Over the course of six episodes – ‘Crimes’, ‘Bright Eyes’, ‘Cricket’, ‘The Nuclear Family’, ‘Shades’ and ‘Easter 2016’ – various writers explored a range of contemporary issues in futuristic settings.
Crimes
Caryl Churchill’s opening play, ‘Crimes’, is set in the year 2002. A time of heavily controlled and restricted activity, over-populated prisons, and the ever-increasing threat of nuclear war.
Melvyn (TP McKenna) is trying to cope with marital issues with his wife, Ronnie (Julia Foster) while watching recorded video interviews with criminals – and so we are presented with a series of monologues.
The first is from a pretty arsonist and mass murderer called Jane (Sylvestra Le Touzel) who is obviously as nutty as a fruitcake.
“Little rich girls get mugged and raped and where would I end up at 14 but mugged, raped, living in the disused tube tunnels of the old Northern Line with all the people I was meant to be frightened of” she recalls.
“I didn’t want to be frightened; I wanted to be frightening”. She goes on, “I’d like to be in a nursery rhyme like ‘Lizzie Borden took an axe, gave her mother forty whacks'”.
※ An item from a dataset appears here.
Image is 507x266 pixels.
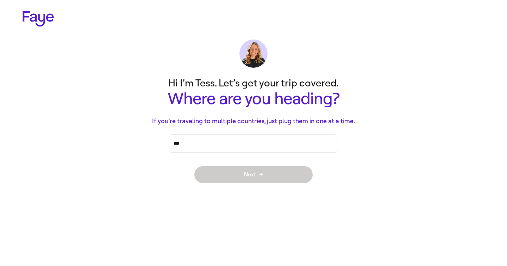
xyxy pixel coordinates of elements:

But Jane is not in a prison. She is walking the streets and has learned to control herself with a wristful of controlling microchips. “Any time I want something I shouldn’t have . . . I have this little button on my wrist and I can give myself a little electric shock”. She goes along with the system as it grants her a kind of freedom.
The other two monologues feature a tortured David Bellamy figure called Ron (Peter Whitbread) who is in constant rebellion against the ruination and colonisation of rural life and has been turned into a criminal because of his beliefs in conservation, and a Rastafarian called Elliot (Rufus Collins) who considers himself a political prisoner.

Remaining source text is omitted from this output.